At this point the secret and mystery of Teufelsberg becomes vaporized in a google haze of increasing information glut.  Comments on Irisher Berliner’s abandonedberlin provide weekly chatter on access, crowds and security.  As one surveys archived web photos from 1995 to the present, the year to year degradation of the structure by vandals, tagging and scavengers is striking.  The structures have changed from abandoned to damaged, the images from curious documentation to moody ruin porn.  The resultant cultural, artistic and searing emotional  impact of these ruined, risky structures is clearly evident in testimony and video.

Chain link, barbed wire and EINTRITT VERBOTEN signs, an attraction to 20 years of visitors, have proved inadequate to the interests of Station preservationists, Owners and trespassers’ safety.  Seeing an opportunity in the inadequacies, entrepreneur Shalmon Abraham created a career niche in 2012.   In exchange for  sole tour rights to the station,  he provides security and maintenance with a sketchy and sporadic mercenary army of guards and guides.   Chloe comments on abandonedberlin  in August 2013

  • “These ‘people’ were parked in some shitty looking boyracer car- two young fellas in their early 20s. My German freund got talking to them- and they said they worked there. Their job was to guard the gate from their car. They smoked cigarettes and played on their iphones, like all nice mobsters do. They told us they worked for their ‘boss’ who ‘leased the place from the government’. My advice to you guys wanting to venture out there, go early morning, probably during a week day, with some serious, serious metal pliers. That’s the only way you’ll get in, that is if you don’t want to pay the crims making some dosh off the historical monument that should be protected and available to the public to see, not ‘governed’ by some mob of young boys in untasteful vehicles.”

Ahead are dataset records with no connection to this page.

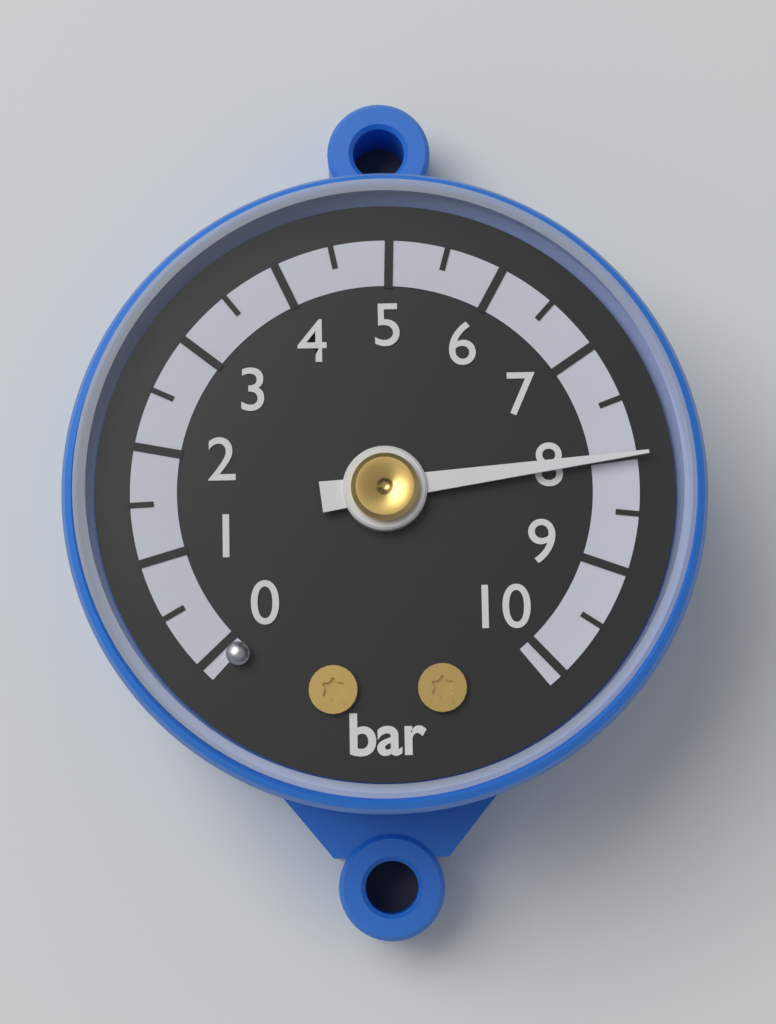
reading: 8.0 bar
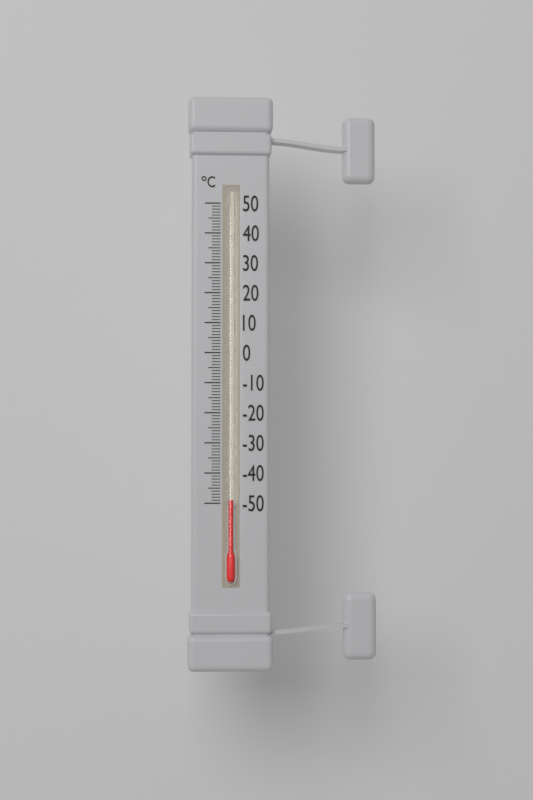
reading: -49 °C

Since this time security guards and tours seems to have gradually become more required, with legitimate looking tourswebsite, Facebook page, and Twitter link  where daily updates occur.  The risks of trespassing become more unclear.    Take a safer, saner tour with the New York Times in a 2014 video tour of Teufelsberg where “history, decay and art come together.”

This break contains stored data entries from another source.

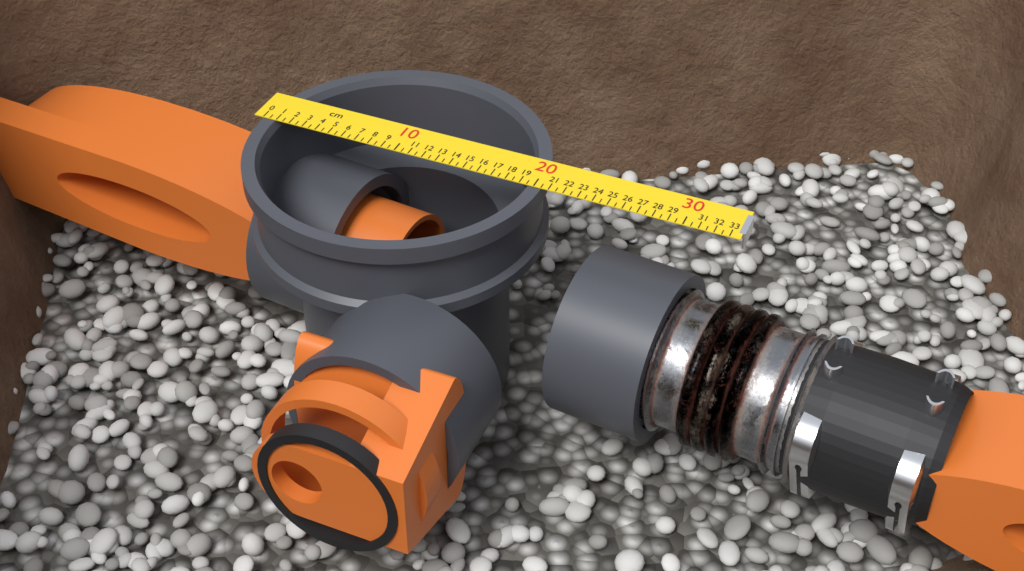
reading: 20.5 cm
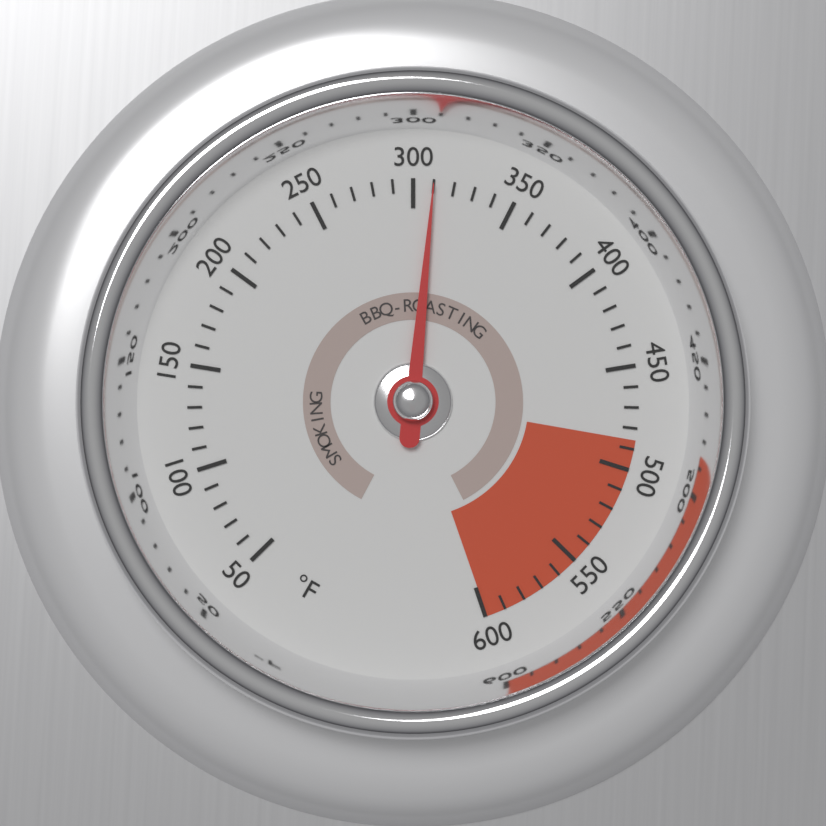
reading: 310 °F
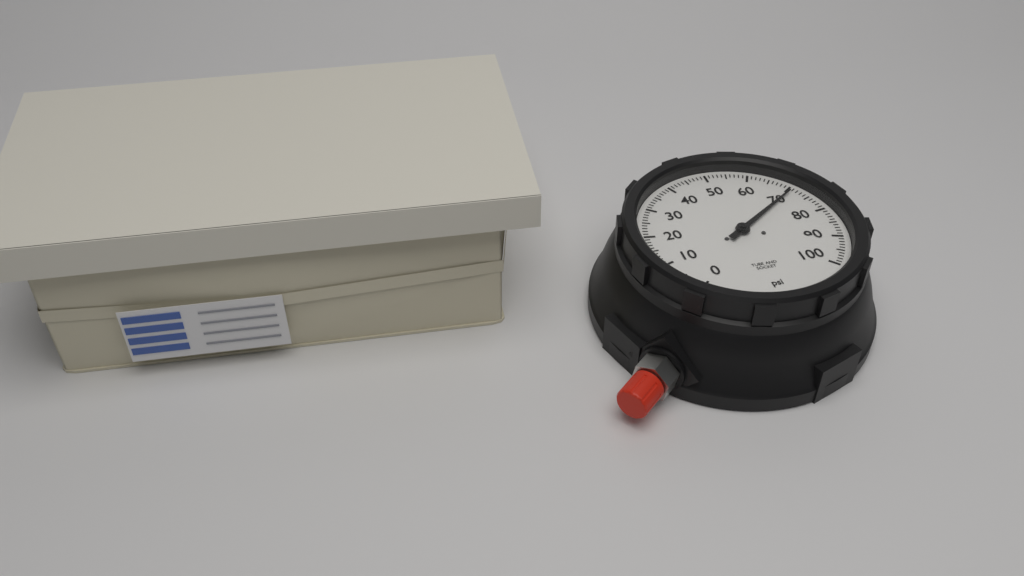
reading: 71 psi
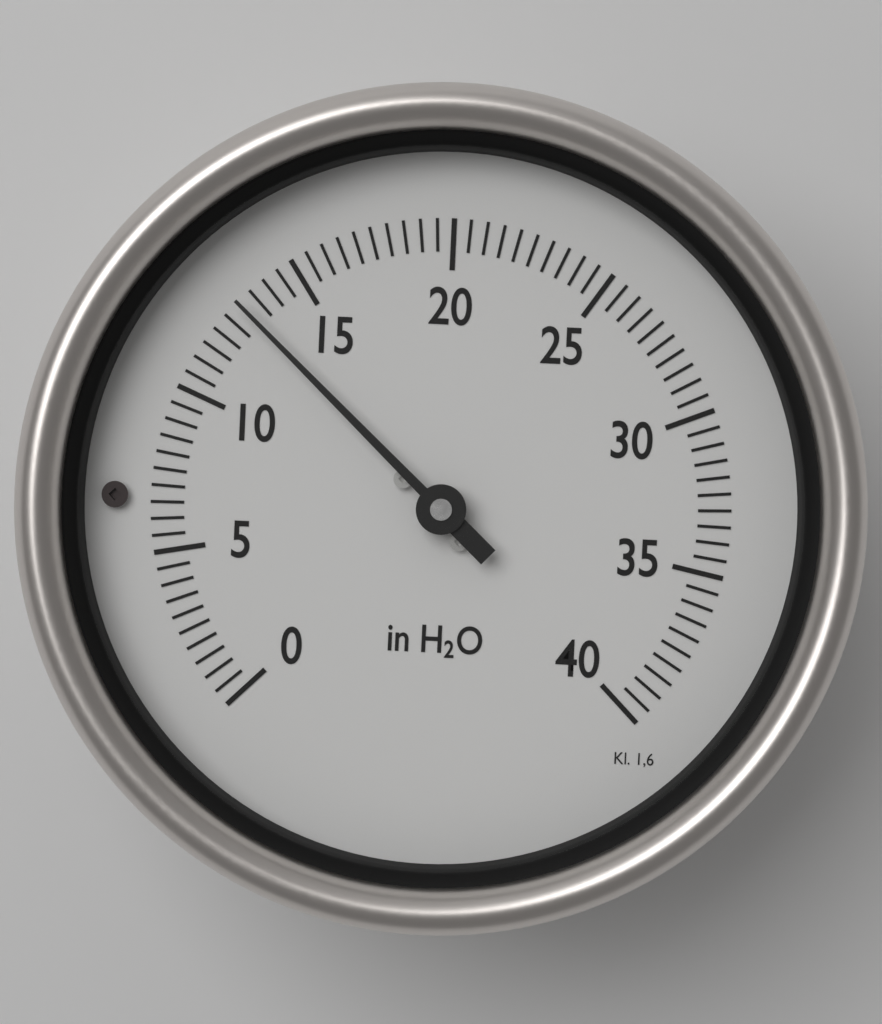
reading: 13.0 in H2O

Vets, street artists and Owners are now collaborators in the protection of Teufelsberg, with Vets calling for historical landmark status and leading tours and artists happy for the permanent venue that protection offers.  The thrills of risk and ruin are replaced by the certainties of safety and maintenance, and a forbidden attractive nuisance becomes a certified public attraction.

This post was inspired by William Niensdorff and his incredible study of Postwar Landscapes: Berlin Green Places including topmost photo on view at UT Austin through January 9, 2015.   Thanks to Anna Ulak for her black and whites of the tattered radomes, the fsbvg, novelist T.H.E. Hill, Bruce Ford and artist Brendon Jamison for images and links to Field Station activity, Irisher Berliner’s fantastic abandonedberlin, Ann aus Schoenfeld for radome interior of mind-blowing spirals of pentagons, hexagons and heptagons and shout out to Shalmon Abraham.  Special thanks to Jacko for 2010 video  tour.

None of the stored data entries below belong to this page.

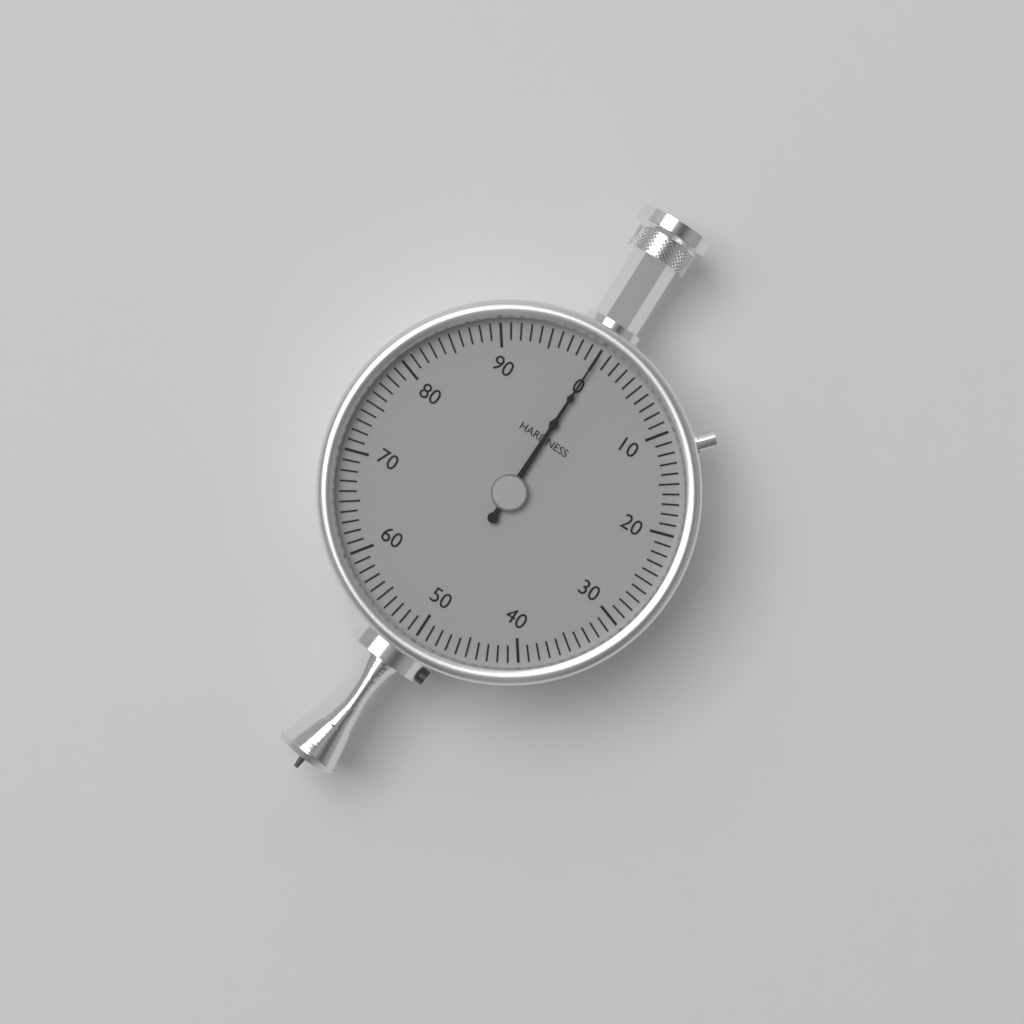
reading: 0 (no unit)
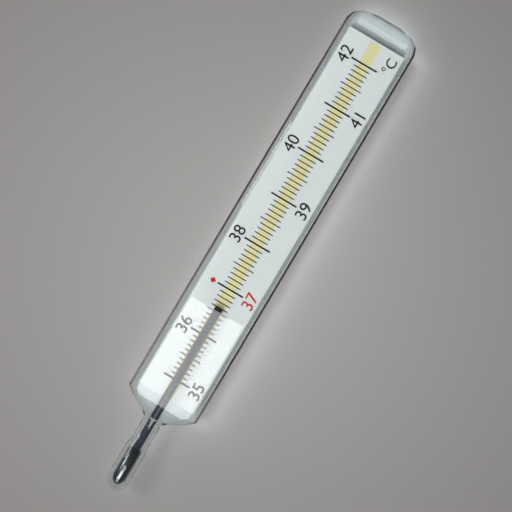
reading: 36.6 °C
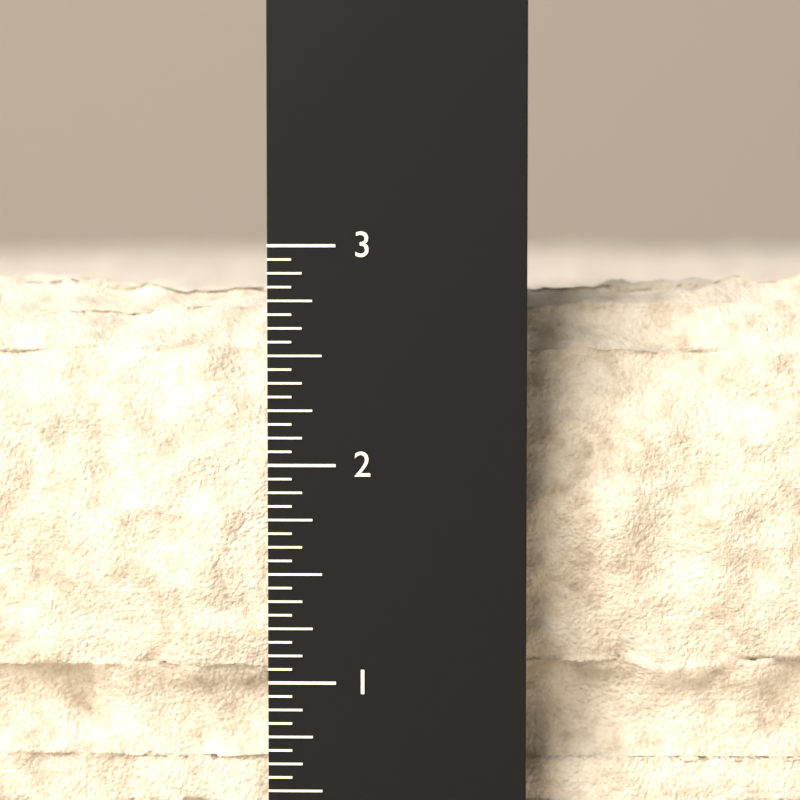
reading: 2.8750 in
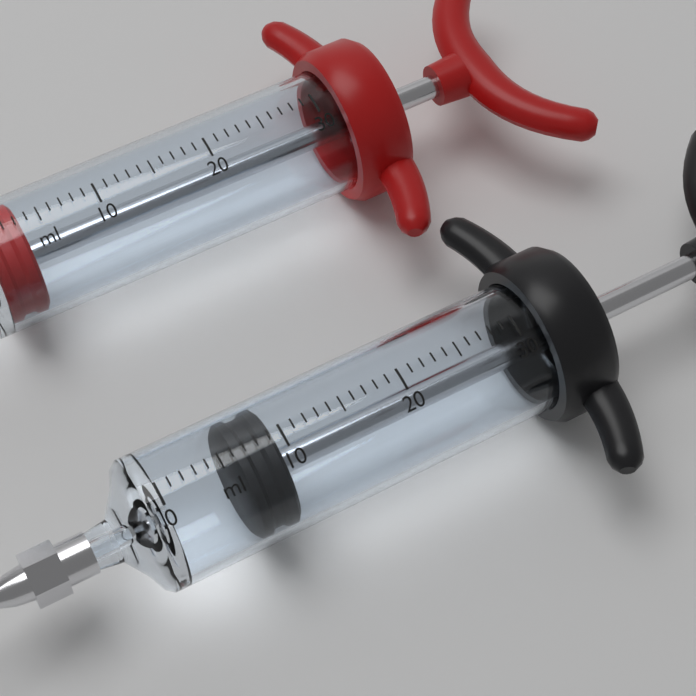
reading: 6 ml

Carly Simon does Nobody Does It Better, Makes Me Feel Sad for the Rest

 

Principal and Owner of James Hill Architect specializing in residential architecture and interior design in San Francisco, California and the Pacific Northwest. We like bikes, cities, landscapes and most any kind of structure that supports a free spirit. While we remain fascinated, we are disinclined towards structures that inhibit or control. We take photos of what interests us and then figure out why.